I try my best to keep doing the reviews multiple times a day, but some days it’s easier than others.
Some days I have all the time in the world and I feel like it goes a bit too slow. And use advanced get some more practice in. And other times I’m to busy with work and personal life that I can only manage to do one or two reviews.
I’m at a point where I get reviews from Apprentice to Enlightened. And sometimes I wake up and there are 50+ reviews waiting for me.
Now my question; Would it be good or bad for my learning process to sometimes skip a day of lessons and only focus on reviews? (in hopes of reducing the amount of reviews that keep piling up).
Small side question.
Anyone got tips on how to keep track of when a word uses a different spelling.
Example:
Sometimes X + ‘Month’ = …げつ
and sometimes X + ‘Month’ = …がつ
Same goes for the Kanji combination X + ‘Writing’ + ‘letter’.
Sometimes it’s …もじ and other times it’s …もんじ
This is highly recommended - as much as possible: do your reviews every day; if that is too much some days, try to do some reviews anyway, but backing off to zero or very low numbers of lessons is the best way to control the workload and avoid burnout. Over a few weeks, you can check your progress and decide if you want to change your rate, but remember - Kanji take a long time to learn and the most important levels of WK are probably the first 30 to 40. Also, when you can, try to get into reading Japanese - that will reinforce your WK learning.
頑張ってね / Good luck!
One comment/idea on your side question: try to voice the reading when you encounter it (if possible, out loud).
That’s a completely valid learning strategy. Many people do it this way to maintain a more manageable pace and to avoid burnout and review avalanches. Whether it’s good or bad is up to you. I would say only push yourself as far as you’re comfortable with.
Welcome to hell.
The only trick I’ve found for げつ vs がつ is that がつ is usually reserved for actual months. 一月, 二月, etc.
Though, it’s not always true. 何月 and 正月 are notable exceptions.
As for the others (もじ vs もんじ, にち vs じつ (日), じん vs にん (人), etc), you’ll either just have to bruteforce SRS them and let the algo punish you until you get it right or you can try to remember the exact reading mnemonics… and then still probably have the SRS punish you a few times.
It does get slightly easier over time as you kind of get a better idea about what “sounds right” (…but maybe that’s just my imagination).
Thanks! Got any tips on where to start with reading.
I can read Hiragana/Katagana perfectly fine, and all the way up to my current wanikani level of Kanji.
Satorireader.com is a paid subscription reader -
it allows first 2 episodes of each series for free.
It is great because it is curated to early-stage (and intermediate) learners. One of our big obstacles as Japanese learners is having to look up unknown Kanji and it makes that much easier.
NHK News Easy has short articles. The Kanji can be tough, but it is possible to cut and paste to look them up.
If you’re looking for beginners’ courses Irodori
is free and targets ‘use cases’. It gives a nice mix, including introducing some Kanji and short reading.
Very cool, thanks for explaining it.
Sadly Wanikani doesn’t give good explanations on when which pronounciation is used.
Guess I have to look them up myself to get a better understanding.
I do not do it for each kanji, but i’ve had good result prompting chatGPT and asking to give me a general sense of use of each reading in context.
The description i posted above is a copy-paste of its answer.
Also for the additional kanji concepts themselves, just seeing them additionally on https://jisho.org/ is a pretty good start.
I think that’s more or less done in the “pattern of use” section but the info is not centralised which is a pain. The AI way has been the least tedious for me for now.
Switch on “Autoplay audio in reviews” and speak the word out loud before entering it. Not only does it add listening and speaking to the learning process, you should also be able to learn some of the pitch accent as well.
For example, the pitch accent for 橋 and 箸 is different even though the readings for those words are the same.
I had to start sometimes doing less lessons to focus on the reviews. I think it’s totally fine to do this on some days, as long as I’m doing my reviews. I’m not at too high of a level and don’t have too much experience but that’s just from my point of view at level 5.
I also get what you mean with the
Example:
Sometimes X + ‘Month’ = …げつ
and sometimes X + ‘Month’ = …がつ
Same goes for the Kanji combination X + ‘Writing’ + ‘letter’.
Sometimes it’s …もじ and other times it’s …もんじ
I think for this it’s just doing it a lot and kind of remembering the pattern.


TASK REQUIREMENTS: Each record must be printed again exactly as it appears.

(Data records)
'''

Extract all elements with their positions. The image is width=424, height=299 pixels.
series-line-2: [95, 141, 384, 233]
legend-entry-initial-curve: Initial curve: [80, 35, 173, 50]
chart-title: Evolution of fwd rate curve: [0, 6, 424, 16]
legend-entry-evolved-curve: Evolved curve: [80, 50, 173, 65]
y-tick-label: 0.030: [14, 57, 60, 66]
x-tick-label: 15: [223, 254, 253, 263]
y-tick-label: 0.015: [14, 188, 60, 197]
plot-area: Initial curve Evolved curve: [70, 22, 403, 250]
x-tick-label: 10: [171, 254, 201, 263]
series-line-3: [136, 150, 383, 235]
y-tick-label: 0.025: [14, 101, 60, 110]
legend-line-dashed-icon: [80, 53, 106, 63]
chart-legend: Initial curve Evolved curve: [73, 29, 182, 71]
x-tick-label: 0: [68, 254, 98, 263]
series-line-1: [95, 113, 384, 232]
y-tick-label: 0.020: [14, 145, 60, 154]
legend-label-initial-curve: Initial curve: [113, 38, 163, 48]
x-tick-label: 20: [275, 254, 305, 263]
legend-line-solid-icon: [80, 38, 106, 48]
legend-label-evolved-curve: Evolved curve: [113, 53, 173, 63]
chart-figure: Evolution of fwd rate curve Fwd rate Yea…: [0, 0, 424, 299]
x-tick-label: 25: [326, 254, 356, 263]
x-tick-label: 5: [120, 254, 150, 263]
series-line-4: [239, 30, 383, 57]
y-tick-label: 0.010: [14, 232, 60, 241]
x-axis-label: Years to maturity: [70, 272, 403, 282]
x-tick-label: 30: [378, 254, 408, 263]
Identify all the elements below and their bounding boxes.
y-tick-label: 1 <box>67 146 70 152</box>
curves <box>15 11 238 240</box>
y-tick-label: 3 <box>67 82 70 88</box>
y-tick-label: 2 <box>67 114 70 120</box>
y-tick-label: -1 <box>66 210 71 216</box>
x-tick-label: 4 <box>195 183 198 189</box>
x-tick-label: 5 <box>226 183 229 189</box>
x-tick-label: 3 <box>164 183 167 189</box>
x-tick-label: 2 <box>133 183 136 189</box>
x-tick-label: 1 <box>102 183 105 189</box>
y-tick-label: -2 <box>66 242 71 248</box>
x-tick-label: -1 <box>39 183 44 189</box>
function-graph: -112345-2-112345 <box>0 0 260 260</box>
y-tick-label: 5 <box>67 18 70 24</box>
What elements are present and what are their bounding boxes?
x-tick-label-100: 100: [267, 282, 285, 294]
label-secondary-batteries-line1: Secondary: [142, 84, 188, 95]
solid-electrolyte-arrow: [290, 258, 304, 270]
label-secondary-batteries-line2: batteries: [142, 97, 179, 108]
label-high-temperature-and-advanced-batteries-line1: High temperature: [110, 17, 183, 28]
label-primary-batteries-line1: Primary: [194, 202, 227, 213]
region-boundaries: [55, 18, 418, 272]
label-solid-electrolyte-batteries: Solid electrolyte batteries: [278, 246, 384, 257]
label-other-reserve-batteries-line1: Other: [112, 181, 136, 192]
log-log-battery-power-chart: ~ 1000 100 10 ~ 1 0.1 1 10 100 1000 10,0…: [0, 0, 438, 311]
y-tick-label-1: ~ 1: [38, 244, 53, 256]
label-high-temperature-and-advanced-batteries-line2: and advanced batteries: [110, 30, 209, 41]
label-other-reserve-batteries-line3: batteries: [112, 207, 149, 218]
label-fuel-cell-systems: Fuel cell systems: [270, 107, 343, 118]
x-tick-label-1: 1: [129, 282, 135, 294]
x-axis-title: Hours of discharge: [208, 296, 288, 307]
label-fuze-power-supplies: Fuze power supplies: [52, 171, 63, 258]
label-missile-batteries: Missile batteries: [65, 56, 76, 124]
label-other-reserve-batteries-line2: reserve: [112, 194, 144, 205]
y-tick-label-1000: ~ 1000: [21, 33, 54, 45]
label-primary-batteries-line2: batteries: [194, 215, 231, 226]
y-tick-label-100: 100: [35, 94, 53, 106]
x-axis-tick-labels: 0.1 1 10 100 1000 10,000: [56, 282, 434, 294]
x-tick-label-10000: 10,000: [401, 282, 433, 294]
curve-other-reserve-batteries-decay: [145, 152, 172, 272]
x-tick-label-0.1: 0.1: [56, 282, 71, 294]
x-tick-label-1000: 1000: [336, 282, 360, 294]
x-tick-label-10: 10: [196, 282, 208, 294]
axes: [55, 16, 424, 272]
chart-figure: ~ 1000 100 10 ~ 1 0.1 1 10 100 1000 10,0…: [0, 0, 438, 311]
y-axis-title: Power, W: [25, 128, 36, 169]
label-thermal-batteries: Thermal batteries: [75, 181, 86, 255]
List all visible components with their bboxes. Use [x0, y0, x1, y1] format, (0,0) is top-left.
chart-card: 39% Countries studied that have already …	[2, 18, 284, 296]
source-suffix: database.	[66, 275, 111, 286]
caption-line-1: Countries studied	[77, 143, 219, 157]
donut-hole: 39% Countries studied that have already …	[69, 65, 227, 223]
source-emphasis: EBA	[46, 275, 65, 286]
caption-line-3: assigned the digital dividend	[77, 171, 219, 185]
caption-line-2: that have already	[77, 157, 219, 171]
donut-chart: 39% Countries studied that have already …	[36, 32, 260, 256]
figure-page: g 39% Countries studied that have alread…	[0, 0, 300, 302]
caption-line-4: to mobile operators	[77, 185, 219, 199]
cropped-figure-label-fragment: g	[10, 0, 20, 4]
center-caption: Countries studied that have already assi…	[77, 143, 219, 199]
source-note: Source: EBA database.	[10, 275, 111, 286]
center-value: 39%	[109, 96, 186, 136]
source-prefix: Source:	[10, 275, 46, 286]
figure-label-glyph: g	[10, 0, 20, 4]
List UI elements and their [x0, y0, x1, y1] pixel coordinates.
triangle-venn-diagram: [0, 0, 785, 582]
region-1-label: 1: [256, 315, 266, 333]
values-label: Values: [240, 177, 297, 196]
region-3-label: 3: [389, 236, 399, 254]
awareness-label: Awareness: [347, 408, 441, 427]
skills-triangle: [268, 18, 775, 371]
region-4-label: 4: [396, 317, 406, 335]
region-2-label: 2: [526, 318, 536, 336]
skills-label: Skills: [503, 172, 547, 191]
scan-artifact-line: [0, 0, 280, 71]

'''

RESULT:
Extract all elements with their positions. The image is width=424, height=299 pixels.
series-line-2: [95, 141, 384, 233]
legend-entry-initial-curve: Initial curve: [80, 35, 173, 50]
chart-title: Evolution of fwd rate curve: [0, 6, 424, 16]
legend-entry-evolved-curve: Evolved curve: [80, 50, 173, 65]
y-tick-label: 0.030: [14, 57, 60, 66]
x-tick-label: 15: [223, 254, 253, 263]
y-tick-label: 0.015: [14, 188, 60, 197]
plot-area: Initial curve Evolved curve: [70, 22, 403, 250]
x-tick-label: 10: [171, 254, 201, 263]
series-line-3: [136, 150, 383, 235]
y-tick-label: 0.025: [14, 101, 60, 110]
legend-line-dashed-icon: [80, 53, 106, 63]
chart-legend: Initial curve Evolved curve: [73, 29, 182, 71]
x-tick-label: 0: [68, 254, 98, 263]
series-line-1: [95, 113, 384, 232]
y-tick-label: 0.020: [14, 145, 60, 154]
legend-label-initial-curve: Initial curve: [113, 38, 163, 48]
x-tick-label: 20: [275, 254, 305, 263]
legend-line-solid-icon: [80, 38, 106, 48]
legend-label-evolved-curve: Evolved curve: [113, 53, 173, 63]
chart-figure: Evolution of fwd rate curve Fwd rate Yea…: [0, 0, 424, 299]
x-tick-label: 25: [326, 254, 356, 263]
x-tick-label: 5: [120, 254, 150, 263]
series-line-4: [239, 30, 383, 57]
y-tick-label: 0.010: [14, 232, 60, 241]
x-axis-label: Years to maturity: [70, 272, 403, 282]
x-tick-label: 30: [378, 254, 408, 263]
Identify all the elements below and their bounding boxes.
y-tick-label: 1 <box>67 146 70 152</box>
curves <box>15 11 238 240</box>
y-tick-label: 3 <box>67 82 70 88</box>
y-tick-label: 2 <box>67 114 70 120</box>
y-tick-label: -1 <box>66 210 71 216</box>
x-tick-label: 4 <box>195 183 198 189</box>
x-tick-label: 5 <box>226 183 229 189</box>
x-tick-label: 3 <box>164 183 167 189</box>
x-tick-label: 2 <box>133 183 136 189</box>
x-tick-label: 1 <box>102 183 105 189</box>
y-tick-label: -2 <box>66 242 71 248</box>
x-tick-label: -1 <box>39 183 44 189</box>
function-graph: -112345-2-112345 <box>0 0 260 260</box>
y-tick-label: 5 <box>67 18 70 24</box>
What elements are present and what are their bounding boxes?
x-tick-label-100: 100: [267, 282, 285, 294]
label-secondary-batteries-line1: Secondary: [142, 84, 188, 95]
solid-electrolyte-arrow: [290, 258, 304, 270]
label-secondary-batteries-line2: batteries: [142, 97, 179, 108]
label-high-temperature-and-advanced-batteries-line1: High temperature: [110, 17, 183, 28]
label-primary-batteries-line1: Primary: [194, 202, 227, 213]
region-boundaries: [55, 18, 418, 272]
label-solid-electrolyte-batteries: Solid electrolyte batteries: [278, 246, 384, 257]
label-other-reserve-batteries-line1: Other: [112, 181, 136, 192]
log-log-battery-power-chart: ~ 1000 100 10 ~ 1 0.1 1 10 100 1000 10,0…: [0, 0, 438, 311]
y-tick-label-1: ~ 1: [38, 244, 53, 256]
label-high-temperature-and-advanced-batteries-line2: and advanced batteries: [110, 30, 209, 41]
label-other-reserve-batteries-line3: batteries: [112, 207, 149, 218]
label-fuel-cell-systems: Fuel cell systems: [270, 107, 343, 118]
x-tick-label-1: 1: [129, 282, 135, 294]
x-axis-title: Hours of discharge: [208, 296, 288, 307]
label-fuze-power-supplies: Fuze power supplies: [52, 171, 63, 258]
label-missile-batteries: Missile batteries: [65, 56, 76, 124]
label-other-reserve-batteries-line2: reserve: [112, 194, 144, 205]
y-tick-label-1000: ~ 1000: [21, 33, 54, 45]
label-primary-batteries-line2: batteries: [194, 215, 231, 226]
y-tick-label-100: 100: [35, 94, 53, 106]
x-axis-tick-labels: 0.1 1 10 100 1000 10,000: [56, 282, 434, 294]
x-tick-label-10000: 10,000: [401, 282, 433, 294]
curve-other-reserve-batteries-decay: [145, 152, 172, 272]
x-tick-label-0.1: 0.1: [56, 282, 71, 294]
x-tick-label-1000: 1000: [336, 282, 360, 294]
x-tick-label-10: 10: [196, 282, 208, 294]
axes: [55, 16, 424, 272]
chart-figure: ~ 1000 100 10 ~ 1 0.1 1 10 100 1000 10,0…: [0, 0, 438, 311]
y-axis-title: Power, W: [25, 128, 36, 169]
label-thermal-batteries: Thermal batteries: [75, 181, 86, 255]
List all visible components with their bboxes. Use [x0, y0, x1, y1] format, (0,0) is top-left.
chart-card: 39% Countries studied that have already …	[2, 18, 284, 296]
source-suffix: database.	[66, 275, 111, 286]
caption-line-1: Countries studied	[77, 143, 219, 157]
donut-hole: 39% Countries studied that have already …	[69, 65, 227, 223]
source-emphasis: EBA	[46, 275, 65, 286]
caption-line-3: assigned the digital dividend	[77, 171, 219, 185]
caption-line-2: that have already	[77, 157, 219, 171]
donut-chart: 39% Countries studied that have already …	[36, 32, 260, 256]
figure-page: g 39% Countries studied that have alread…	[0, 0, 300, 302]
caption-line-4: to mobile operators	[77, 185, 219, 199]
cropped-figure-label-fragment: g	[10, 0, 20, 4]
center-caption: Countries studied that have already assi…	[77, 143, 219, 199]
source-note: Source: EBA database.	[10, 275, 111, 286]
center-value: 39%	[109, 96, 186, 136]
source-prefix: Source:	[10, 275, 46, 286]
figure-label-glyph: g	[10, 0, 20, 4]
List UI elements and their [x0, y0, x1, y1] pixel coordinates.
triangle-venn-diagram: [0, 0, 785, 582]
region-1-label: 1: [256, 315, 266, 333]
values-label: Values: [240, 177, 297, 196]
region-3-label: 3: [389, 236, 399, 254]
awareness-label: Awareness: [347, 408, 441, 427]
skills-triangle: [268, 18, 775, 371]
region-4-label: 4: [396, 317, 406, 335]
region-2-label: 2: [526, 318, 536, 336]
skills-label: Skills: [503, 172, 547, 191]
scan-artifact-line: [0, 0, 280, 71]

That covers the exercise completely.